So far in 2014, much of the United States has been unusually cold. Not only that, but much of the United States has been unusually warm.
But wait, you say, you can’t have it both ways! Can you?
Typically, the answer to that question is no. But 2014 has not been typical. Never before have such large areas of the country experienced such radically different temperature extremes as they have so far this year. The map below shows just how divergent the temperature patterns have been across the contiguous United States for January-July 2014.
Minimum temperatures (“overnight lows”) for much of the Upper Midwest and the Mississippi Valley were much cooler than average—with a lone “record coldest” minimum temperature in Oklahoma—while a number of climate divisions across the Southwest, including drought-stricken California had record warm overnight lows.

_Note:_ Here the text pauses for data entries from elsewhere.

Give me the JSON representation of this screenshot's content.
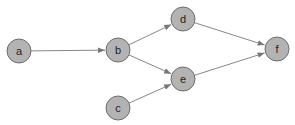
{
  "graph": {
    "type": "directed",
    "nodes": [
      {
        "id": "a",
        "label": "a",
        "x": 19,
        "y": 51
      },
      {
        "id": "b",
        "label": "b",
        "x": 118,
        "y": 50
      },
      {
        "id": "c",
        "label": "c",
        "x": 118,
        "y": 108
      },
      {
        "id": "d",
        "label": "d",
        "x": 183,
        "y": 19
      },
      {
        "id": "e",
        "label": "e",
        "x": 183,
        "y": 79
      },
      {
        "id": "f",
        "label": "f",
        "x": 277,
        "y": 49
      }
    ],
    "edges": [
      {
        "from": "a",
        "to": "b"
      },
      {
        "from": "b",
        "to": "d"
      },
      {
        "from": "b",
        "to": "e"
      },
      {
        "from": "c",
        "to": "e"
      },
      {
        "from": "d",
        "to": "f"
      },
      {
        "from": "e",
        "to": "f"
      }
    ],
    "colors": {
      "node_fill": "#b3b3b3",
      "node_stroke": "#6e6e6e",
      "edge": "#888888"
    }
  }
}
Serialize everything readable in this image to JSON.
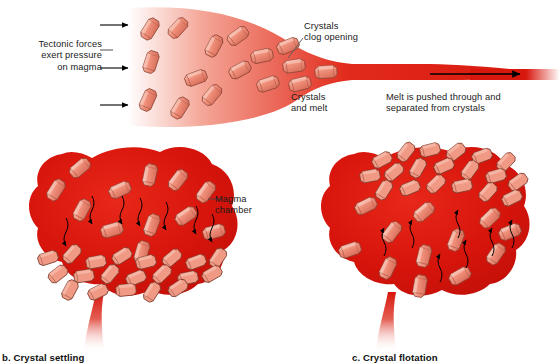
{
  "figure": {
    "type": "diagram",
    "panels": [
      {
        "id": "filter-pressing",
        "caption": "",
        "position": "top"
      },
      {
        "id": "crystal-settling",
        "caption": "b. Crystal settling",
        "position": "bottom-left"
      },
      {
        "id": "crystal-flotation",
        "caption": "c. Crystal flotation",
        "position": "bottom-right"
      }
    ]
  },
  "labels": {
    "tectonic": "Tectonic forces\nexert pressure\non magma",
    "clog": "Crystals\nclog opening",
    "crystals_and_melt": "Crystals\nand melt",
    "melt_pushed": "Melt is pushed through and\nseparated from crystals",
    "magma_chamber": "Magma\nchamber"
  },
  "captions": {
    "settling": "b. Crystal settling",
    "flotation": "c. Crystal flotation"
  },
  "colors": {
    "magma_red": "#e01b10",
    "magma_deep": "#c7120b",
    "magma_fade": "#f6b9ae",
    "crystal_fill": "#f08a78",
    "crystal_light": "#f7b3a3",
    "crystal_shade": "#d9705c",
    "crystal_outline": "#7a3a2c",
    "text": "#1b1b1b",
    "arrow": "#000000",
    "background": "#ffffff"
  },
  "arrows": {
    "tectonic_count": 3,
    "tectonic_direction": "right",
    "melt_direction": "right",
    "settling_direction": "down",
    "settling_count": 7,
    "flotation_direction": "up",
    "flotation_count": 7
  }
}
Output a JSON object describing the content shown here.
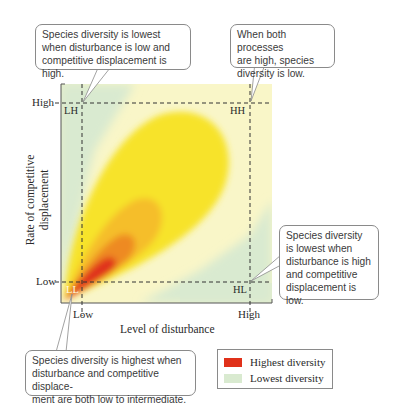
{
  "figure": {
    "axes": {
      "x_title": "Level of disturbance",
      "y_title_line1": "Rate of competitive",
      "y_title_line2": "displacement",
      "x_ticks": [
        "Low",
        "High"
      ],
      "y_ticks": [
        "High",
        "Low"
      ]
    },
    "quadrants": {
      "LH": "LH",
      "HH": "HH",
      "LL": "LL",
      "HL": "HL"
    },
    "callouts": {
      "top_left": {
        "line1": "Species diversity is lowest",
        "line2": "when disturbance is low and",
        "line3": "competitive displacement is high."
      },
      "top_right": {
        "line1": "When both processes",
        "line2": "are high, species",
        "line3": "diversity is low."
      },
      "right": {
        "line1": "Species diversity",
        "line2": "is lowest when",
        "line3": "disturbance is high",
        "line4": "and competitive",
        "line5": "displacement is low."
      },
      "bottom_left": {
        "line1": "Species diversity is highest when",
        "line2": "disturbance and competitive displace-",
        "line3": "ment are both low to intermediate."
      }
    },
    "legend": {
      "items": [
        {
          "label": "Highest diversity",
          "color": "#e0311a"
        },
        {
          "label": "Lowest diversity",
          "color": "#d9ead0"
        }
      ]
    },
    "colors": {
      "lowest_green": "#d9ead0",
      "pale_yellow": "#f9f6c8",
      "yellow": "#f7e32a",
      "light_orange": "#f5be2c",
      "orange": "#ee8a22",
      "red": "#e0311a"
    }
  }
}
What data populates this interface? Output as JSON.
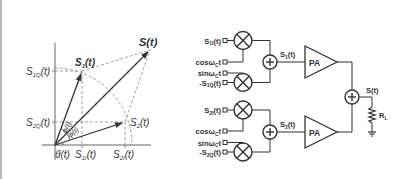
{
  "phasor_diagram": {
    "labels": {
      "s_t": "S(t)",
      "s1_t": "S",
      "s1_sub": "1",
      "s2_t": "S",
      "s2_sub": "2",
      "t_suffix": "(t)",
      "s1q": "S",
      "s1q_sub": "1Q",
      "s2q": "S",
      "s2q_sub": "2Q",
      "s1i": "S",
      "s1i_sub": "1I",
      "s2i": "S",
      "s2i_sub": "2I",
      "theta": "θ(t)",
      "phi_upper": "φ(t)",
      "phi_lower": "φ(t)"
    }
  },
  "circuit": {
    "inputs_top": [
      {
        "main": "S",
        "sub": "1I",
        "suffix": "(t)"
      },
      {
        "main": "cosω",
        "sub": "C",
        "suffix": "t"
      },
      {
        "main": "sinω",
        "sub": "C",
        "suffix": "t"
      },
      {
        "main": "-S",
        "sub": "1Q",
        "suffix": "(t)"
      }
    ],
    "inputs_bottom": [
      {
        "main": "S",
        "sub": "2I",
        "suffix": "(t)"
      },
      {
        "main": "cosω",
        "sub": "C",
        "suffix": "t"
      },
      {
        "main": "sinω",
        "sub": "C",
        "suffix": "t"
      },
      {
        "main": "-S",
        "sub": "2Q",
        "suffix": "(t)"
      }
    ],
    "signal_s1": {
      "main": "S",
      "sub": "1",
      "suffix": "(t)"
    },
    "signal_s2": {
      "main": "S",
      "sub": "2",
      "suffix": "(t)"
    },
    "pa_label": "PA",
    "output": "S(t)",
    "load": {
      "main": "R",
      "sub": "L"
    }
  }
}
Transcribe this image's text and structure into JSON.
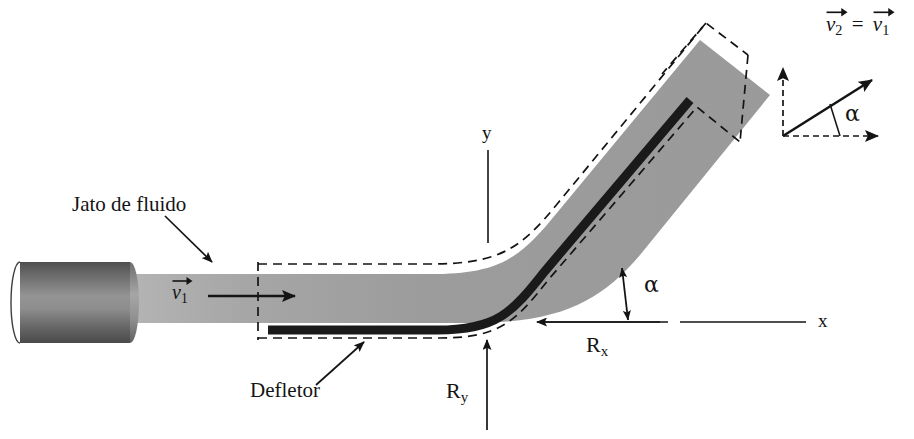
{
  "figure": {
    "type": "engineering-diagram",
    "language": "pt-BR"
  },
  "labels": {
    "jet_label": "Jato de fluido",
    "deflector_label": "Defletor",
    "velocity_in": "v",
    "velocity_in_sub": "1",
    "velocity_out_equation_left": "v",
    "velocity_out_equation_left_sub": "2",
    "velocity_out_equation_eq": "=",
    "velocity_out_equation_right": "v",
    "velocity_out_equation_right_sub": "1",
    "axis_x": "x",
    "axis_y": "y",
    "force_x": "R",
    "force_x_sub": "x",
    "force_y": "R",
    "force_y_sub": "y",
    "angle_deflector": "α",
    "angle_vector_diagram": "α"
  },
  "colors": {
    "jet_gray": "#9b9b9b",
    "jet_gray_light": "#b0b0b0",
    "nozzle_dark": "#5a5a5a",
    "nozzle_mid": "#8a8a8a",
    "deflector_black": "#1a1a1a",
    "line_black": "#141414",
    "background": "#ffffff"
  },
  "geometry": {
    "nozzle": {
      "x": 20,
      "y": 262,
      "width": 118,
      "height": 81
    },
    "jet_inlet_y_top": 274,
    "jet_inlet_y_bottom": 323,
    "control_volume_left_x": 258,
    "control_volume_top_y": 262,
    "control_volume_bottom_y": 340,
    "deflection_angle_degrees": 40,
    "x_axis_y": 322,
    "y_axis_x": 488
  }
}
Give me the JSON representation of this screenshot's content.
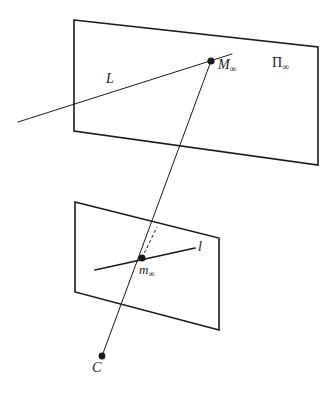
{
  "figure": {
    "background_color": "#ffffff",
    "stroke_color": "#1a1a1a",
    "width": 331,
    "height": 393
  },
  "labels": {
    "point_at_infinity": {
      "base": "M",
      "subscript": "∞"
    },
    "plane_at_infinity": {
      "base": "Π",
      "subscript": "∞"
    },
    "line_L": {
      "base": "L",
      "subscript": ""
    },
    "image_line_l": {
      "base": "l",
      "subscript": ""
    },
    "vanishing_point": {
      "base": "m",
      "subscript": "∞"
    },
    "camera_centre": {
      "base": "C",
      "subscript": ""
    }
  },
  "geometry": {
    "plane_at_infinity": {
      "name": "plane-at-infinity-quad",
      "points": "74,20 318,47 318,165 74,131",
      "stroke_width": 1.6
    },
    "image_plane": {
      "name": "image-plane-quad",
      "points": "75,202 219,238 219,330 75,292",
      "stroke_width": 1.6
    },
    "line_L": {
      "name": "line-L",
      "x1": 18,
      "y1": 122,
      "x2": 232,
      "y2": 54,
      "stroke_width": 1.0
    },
    "image_line_l": {
      "name": "image-line-l",
      "x1": 95,
      "y1": 270,
      "x2": 195,
      "y2": 248,
      "stroke_width": 1.7
    },
    "projection_ray": {
      "name": "projection-ray",
      "x1": 102,
      "y1": 356,
      "x2": 211,
      "y2": 61,
      "stroke_width": 1.0
    },
    "dashed_segment": {
      "name": "dashed-segment",
      "x1": 142,
      "y1": 258,
      "x2": 157,
      "y2": 227,
      "stroke_width": 1.0,
      "dash": "3,2.6"
    },
    "point_M": {
      "name": "point-M-infinity",
      "cx": 211,
      "cy": 61,
      "r": 3.6
    },
    "point_m": {
      "name": "point-m-infinity",
      "cx": 142,
      "cy": 258,
      "r": 3.6
    },
    "point_C": {
      "name": "point-C",
      "cx": 102,
      "cy": 356,
      "r": 3.4
    }
  }
}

The graph below shows January-July temperature extremes in a different way: the bars represent the percent of the country experiencing extremely warm or cold average maximum temperature (“daytime high”) during the first part of each year since 1910. For this analysis, an extreme means in the top or bottom 10% of the historical range of values recorded for a location.
In most years in the record, extremes are significantly lopsided: a given year’s bar is mostly red or mostly blue, sometimes capped with a small segment of the opposite color. In other words, either some part of the country is experiencing warm extremes or cold extremes, but not both. Only a handful of years have a pattern similar to 2014—in which more than 10 percent of the country was experiencing extreme warmth while a similarly large or larger area experienced extreme coolness. Can you spot them all?
Even among these years, 2014 is unprecedented: never before has the country experienced such large areas of simultaneous, opposing temperature extremes in the same January-July period. At a combined 40% of the country, the area affected by extremes so far this year is nearly double the size you’d expect due to chance.
(As an aside, also notice how the graph becomes skewed toward warm extremes in more recent decades: this is yet another metric for how climate is changing.)
In an upcoming post, we will explore some of the weather and climate patterns behind the usually extreme U.S. temperatures.